Brittany Tausen, Ph.D., Appointed Assistant Professor of Social Psychology in the Baylor Interdisciplinary Core

January 27, 2026
Brittany Tausen

Baylor’s Honors College is pleased to welcome Brittany M. Tausen, Ph.D. assistant professor of social psychology in the Baylor Interdisciplinary Core (BIC) and affiliated professor of psychology and neuroscience.

"Brittany’s appointment marks a thrilling chapter in the BIC story, as her social psychology background will strengthen our program’s standing in the sciences at Baylor and beyond,” BIC Director Darren Middleton, Ph.D., said. “She already has a track record as a highly effective teacher, at ease and compelling in the lab, around the seminar table, and at the lectern. Her original and creative scholarship will augment the wider social and natural sciences that have sought to place philosophy, theology, and even morality on neuroscientific foundations.”

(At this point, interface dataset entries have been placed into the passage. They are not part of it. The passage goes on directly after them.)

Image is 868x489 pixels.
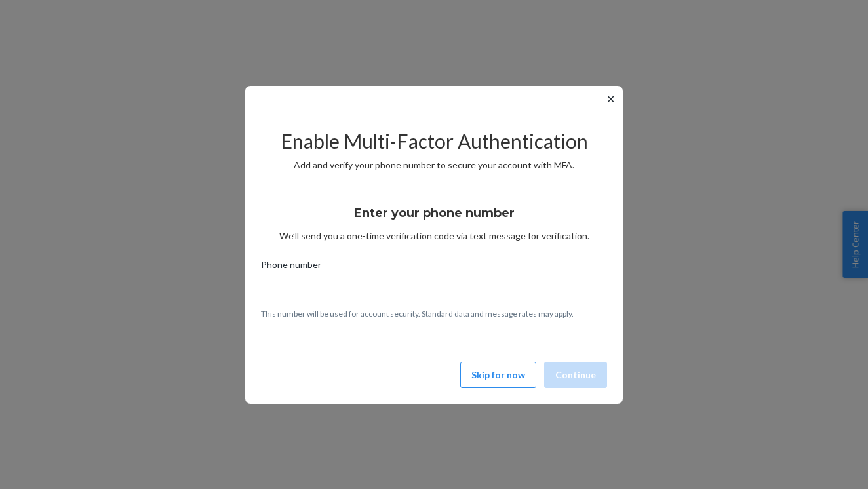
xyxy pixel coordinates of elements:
h2: Enable Multi-Factor Authentication [261,130,607,152]
div: We’ll send you a one-time verification code via text message for verification. [261,194,607,243]
button: Skip for now [460,362,536,388]
button: Continue [544,362,607,388]
span: Phone number [261,258,321,276]
p: Add and verify your phone number to secure your account with MFA. [261,159,607,172]
button: ✕ [604,91,618,107]
h3: Enter your phone number [354,204,515,222]
p: This number will be used for account security. Standard data and message rates may apply. [261,308,607,319]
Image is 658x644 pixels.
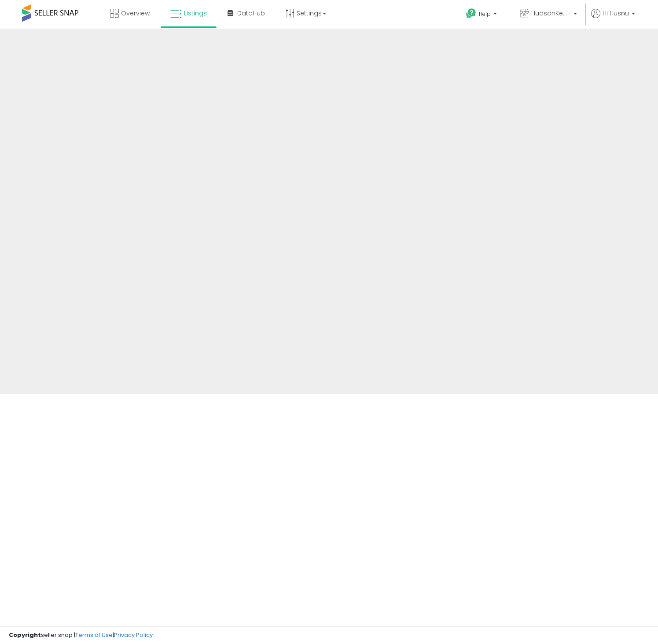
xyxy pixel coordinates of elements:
a: Hi Husnu [591,9,635,29]
span: DataHub [238,9,265,18]
span: HudsonKean Trading [531,9,571,18]
span: Listings [184,9,206,18]
span: Help [479,10,491,18]
span: Hi Husnu [603,9,629,18]
i: Get Help [466,8,477,19]
span: Overview [121,9,149,18]
a: Help [459,1,506,29]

Trained as a social psychologist, Tausen brings an interdisciplinary approach shaped by academic experiences in Scotland, Chicago, and the Pacific Northwest. She earned her doctorate from the University of Aberdeen, where she studied social cognitive neuroscience,  before specializing in social cognition and examining topics such as perspective-taking, embodiment, and how humans understand one another across difference.

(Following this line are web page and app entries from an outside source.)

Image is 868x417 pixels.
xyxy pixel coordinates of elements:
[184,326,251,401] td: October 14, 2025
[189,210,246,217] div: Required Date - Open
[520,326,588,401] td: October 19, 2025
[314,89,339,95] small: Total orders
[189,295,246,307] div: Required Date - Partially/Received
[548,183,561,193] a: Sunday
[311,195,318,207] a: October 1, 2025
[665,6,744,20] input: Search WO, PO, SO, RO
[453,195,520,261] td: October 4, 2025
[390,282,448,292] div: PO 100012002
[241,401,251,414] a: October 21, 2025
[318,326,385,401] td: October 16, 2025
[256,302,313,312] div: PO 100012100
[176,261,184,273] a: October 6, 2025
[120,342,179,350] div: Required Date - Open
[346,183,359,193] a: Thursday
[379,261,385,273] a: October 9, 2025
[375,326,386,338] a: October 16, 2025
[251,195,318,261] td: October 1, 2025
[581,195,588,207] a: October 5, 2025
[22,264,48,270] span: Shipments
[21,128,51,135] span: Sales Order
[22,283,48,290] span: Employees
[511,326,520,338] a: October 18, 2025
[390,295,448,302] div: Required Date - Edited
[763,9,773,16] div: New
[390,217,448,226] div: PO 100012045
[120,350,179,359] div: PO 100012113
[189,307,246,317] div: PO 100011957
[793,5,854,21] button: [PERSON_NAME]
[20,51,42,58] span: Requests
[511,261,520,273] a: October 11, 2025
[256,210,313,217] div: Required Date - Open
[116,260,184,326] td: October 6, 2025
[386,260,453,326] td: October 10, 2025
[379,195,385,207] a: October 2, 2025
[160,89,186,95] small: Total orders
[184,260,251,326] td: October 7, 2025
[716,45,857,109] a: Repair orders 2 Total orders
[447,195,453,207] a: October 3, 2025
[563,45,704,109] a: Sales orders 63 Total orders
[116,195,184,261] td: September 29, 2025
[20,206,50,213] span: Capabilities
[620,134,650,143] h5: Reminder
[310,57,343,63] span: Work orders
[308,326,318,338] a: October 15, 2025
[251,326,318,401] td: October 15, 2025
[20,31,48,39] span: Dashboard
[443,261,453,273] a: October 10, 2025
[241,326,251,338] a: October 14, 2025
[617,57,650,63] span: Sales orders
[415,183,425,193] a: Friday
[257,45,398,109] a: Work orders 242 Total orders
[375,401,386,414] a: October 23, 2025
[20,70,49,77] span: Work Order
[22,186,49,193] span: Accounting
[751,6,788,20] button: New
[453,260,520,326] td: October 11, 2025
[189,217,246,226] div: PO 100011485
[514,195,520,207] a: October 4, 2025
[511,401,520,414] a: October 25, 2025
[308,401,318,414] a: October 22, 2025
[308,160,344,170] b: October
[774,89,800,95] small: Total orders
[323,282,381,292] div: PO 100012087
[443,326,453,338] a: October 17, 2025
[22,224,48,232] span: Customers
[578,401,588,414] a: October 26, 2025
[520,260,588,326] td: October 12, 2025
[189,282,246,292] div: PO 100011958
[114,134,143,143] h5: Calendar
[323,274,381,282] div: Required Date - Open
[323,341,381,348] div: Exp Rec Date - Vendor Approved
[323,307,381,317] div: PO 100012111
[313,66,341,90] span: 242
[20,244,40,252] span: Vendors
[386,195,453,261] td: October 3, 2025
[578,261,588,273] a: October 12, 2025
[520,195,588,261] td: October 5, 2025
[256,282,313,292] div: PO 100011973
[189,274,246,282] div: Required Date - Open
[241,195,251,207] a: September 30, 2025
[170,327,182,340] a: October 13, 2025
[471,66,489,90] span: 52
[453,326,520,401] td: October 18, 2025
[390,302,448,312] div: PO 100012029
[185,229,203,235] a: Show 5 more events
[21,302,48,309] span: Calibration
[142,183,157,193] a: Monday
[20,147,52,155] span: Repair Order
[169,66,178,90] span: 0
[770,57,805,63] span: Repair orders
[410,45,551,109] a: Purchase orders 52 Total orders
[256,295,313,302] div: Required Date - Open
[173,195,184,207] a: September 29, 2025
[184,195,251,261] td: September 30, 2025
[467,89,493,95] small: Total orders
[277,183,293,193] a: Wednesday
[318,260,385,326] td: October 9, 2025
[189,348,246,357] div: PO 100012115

“I’ve always been drawn to questions that don’t fit neatly inside one discipline,” Tausen said. “Psychology gives us important tools for understanding human behavior, but those tools are limited if they are not in conversation with other ways of knowing. Some of the most meaningful questions about purpose, dignity, and responsibility require us to think across fields rather than staying in our silos.”

Her research trajectory sharpened during a postdoctoral fellowship at the University of Chicago Booth School of Business, where she began studying dehumanization and how it shapes attitudes and behavior toward marginalized populations, particularly individuals experiencing homelessness. Living in a large urban context prompted deeper questions about how people come to deny others aspects of their humanity, often without realizing it.

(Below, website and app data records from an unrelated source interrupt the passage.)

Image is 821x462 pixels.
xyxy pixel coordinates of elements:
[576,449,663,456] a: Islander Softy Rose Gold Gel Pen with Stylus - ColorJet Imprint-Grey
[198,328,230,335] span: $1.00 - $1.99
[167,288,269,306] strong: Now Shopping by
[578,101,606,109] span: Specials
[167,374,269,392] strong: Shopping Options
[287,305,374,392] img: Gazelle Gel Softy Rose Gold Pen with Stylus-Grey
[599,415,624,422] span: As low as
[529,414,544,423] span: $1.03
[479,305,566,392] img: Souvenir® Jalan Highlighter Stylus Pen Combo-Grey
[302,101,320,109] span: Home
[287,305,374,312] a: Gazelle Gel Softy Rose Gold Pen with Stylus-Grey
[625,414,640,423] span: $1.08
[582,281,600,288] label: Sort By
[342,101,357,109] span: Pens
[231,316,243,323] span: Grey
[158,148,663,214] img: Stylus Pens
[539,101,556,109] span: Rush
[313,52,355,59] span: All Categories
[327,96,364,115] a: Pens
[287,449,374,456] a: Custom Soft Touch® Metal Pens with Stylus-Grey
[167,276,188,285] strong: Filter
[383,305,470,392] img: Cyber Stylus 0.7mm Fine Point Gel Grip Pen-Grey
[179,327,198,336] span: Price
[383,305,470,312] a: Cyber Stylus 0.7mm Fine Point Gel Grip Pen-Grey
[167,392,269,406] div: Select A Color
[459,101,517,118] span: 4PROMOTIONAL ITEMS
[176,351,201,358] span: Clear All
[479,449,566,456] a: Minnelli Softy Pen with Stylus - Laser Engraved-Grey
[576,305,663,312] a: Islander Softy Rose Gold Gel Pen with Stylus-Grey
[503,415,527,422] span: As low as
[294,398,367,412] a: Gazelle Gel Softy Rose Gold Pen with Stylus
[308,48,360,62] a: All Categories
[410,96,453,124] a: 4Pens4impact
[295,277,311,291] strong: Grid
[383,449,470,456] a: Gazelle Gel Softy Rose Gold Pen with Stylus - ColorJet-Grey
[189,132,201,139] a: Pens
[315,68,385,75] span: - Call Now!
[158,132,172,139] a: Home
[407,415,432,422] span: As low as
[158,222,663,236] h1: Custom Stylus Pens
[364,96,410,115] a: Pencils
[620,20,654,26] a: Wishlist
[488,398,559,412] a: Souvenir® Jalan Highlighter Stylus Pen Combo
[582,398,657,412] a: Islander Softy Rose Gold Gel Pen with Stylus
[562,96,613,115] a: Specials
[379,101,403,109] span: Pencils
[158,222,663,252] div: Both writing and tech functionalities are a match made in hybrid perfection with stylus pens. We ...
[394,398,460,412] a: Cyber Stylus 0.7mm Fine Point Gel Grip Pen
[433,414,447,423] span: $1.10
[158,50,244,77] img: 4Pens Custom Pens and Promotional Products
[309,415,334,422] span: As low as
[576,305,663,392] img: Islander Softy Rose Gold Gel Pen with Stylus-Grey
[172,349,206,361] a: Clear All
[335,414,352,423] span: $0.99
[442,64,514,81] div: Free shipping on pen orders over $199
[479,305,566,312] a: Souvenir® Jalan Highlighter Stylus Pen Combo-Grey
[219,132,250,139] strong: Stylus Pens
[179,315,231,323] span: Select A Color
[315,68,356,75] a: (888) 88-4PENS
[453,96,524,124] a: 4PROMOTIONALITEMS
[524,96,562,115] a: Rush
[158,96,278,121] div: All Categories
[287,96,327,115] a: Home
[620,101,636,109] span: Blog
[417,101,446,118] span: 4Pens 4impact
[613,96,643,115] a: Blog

“I became really interested in how easily people can reduce others to categories or problems to be managed,” she said. “We might focus on basic needs like food or shelter while overlooking deeper human needs like belonging, meaning, and purpose. Those perceptions matter because they strongly predict how willing we are to act with compassion.”

That work continued during her time at Seattle Pacific University, where Tausen studied whether well-intentioned institutional efforts consistently produce their desired impact. There, she began asking a question that now anchors much of her scholarship: how do we align intention with impact?

“At every level, personal, institutional, or societal, we often mean well,” Tausen said. “But good intentions do not automatically translate into good outcomes. I am interested in understanding the psychological and environmental barriers that keep us from living out the values we say we hold, especially when it comes to loving our neighbors well.”

Those questions sit at the center of Tausen’s recent book, Love Your Neighbor: How Psychology Can Enliven Faith and Transform Community, which explores how psychological research and Christian theology can inform one another in the cultivation of virtue and character.

“There is often an assumption that faith and science are in tension,” she said. “What we have found instead is that they can be mutually illuminating. Psychology can help us see why loving others is so difficult in practice, while theology helps us name why that love matters in the first place.”

In the classroom, Tausen is especially interested in how environments shape moral formation. Her teaching draws on research-supported models that emphasize not only cognitive learning, but also behavioral practice, motivation, and embodied experience.

“We often treat virtue as something students simply need to understand,” she said. “But virtue is formed through practice over time and across many settings. If students only engage these ideas intellectually, they may leave with strong definitions but little capacity to live them out consistently. My goal is to help students strengthen those ‘virtue muscles’ in ways that extend beyond the classroom.”

Tausen said she was drawn to Baylor’s Honors College and the BIC because of its distinctive commitment to interdisciplinary education and sustained faculty collaboration.

“I have not seen another model quite like this,” she said. “Students are being asked to hold together multiple perspectives, integrate different forms of evidence, and learn how to disagree well. That kind of formation does not just prepare them for a career. It prepares them for thoughtful, responsible engagement in the world.”

Harkening to the Honors College vision, Dean of the Honors College Douglas Henry, Ph.D., said, “Brittany’s Christian conviction, united to a stellar record of classroom and research accomplishment, make her a fantastic addition to the College. She is a living embodiment of our desire to love truth, kindle faith, and cultivate virtue in friendship, study, and service to Christ and neighbor, and her contributions in the BIC and beyond will surely make the whole university better.”

Originally from North Idaho, Tausen spent the past decade in Seattle before relocating to Waco with her family. Outside the classroom, she enjoys spending time outdoors, especially on the water, and exploring new places with her husband and children.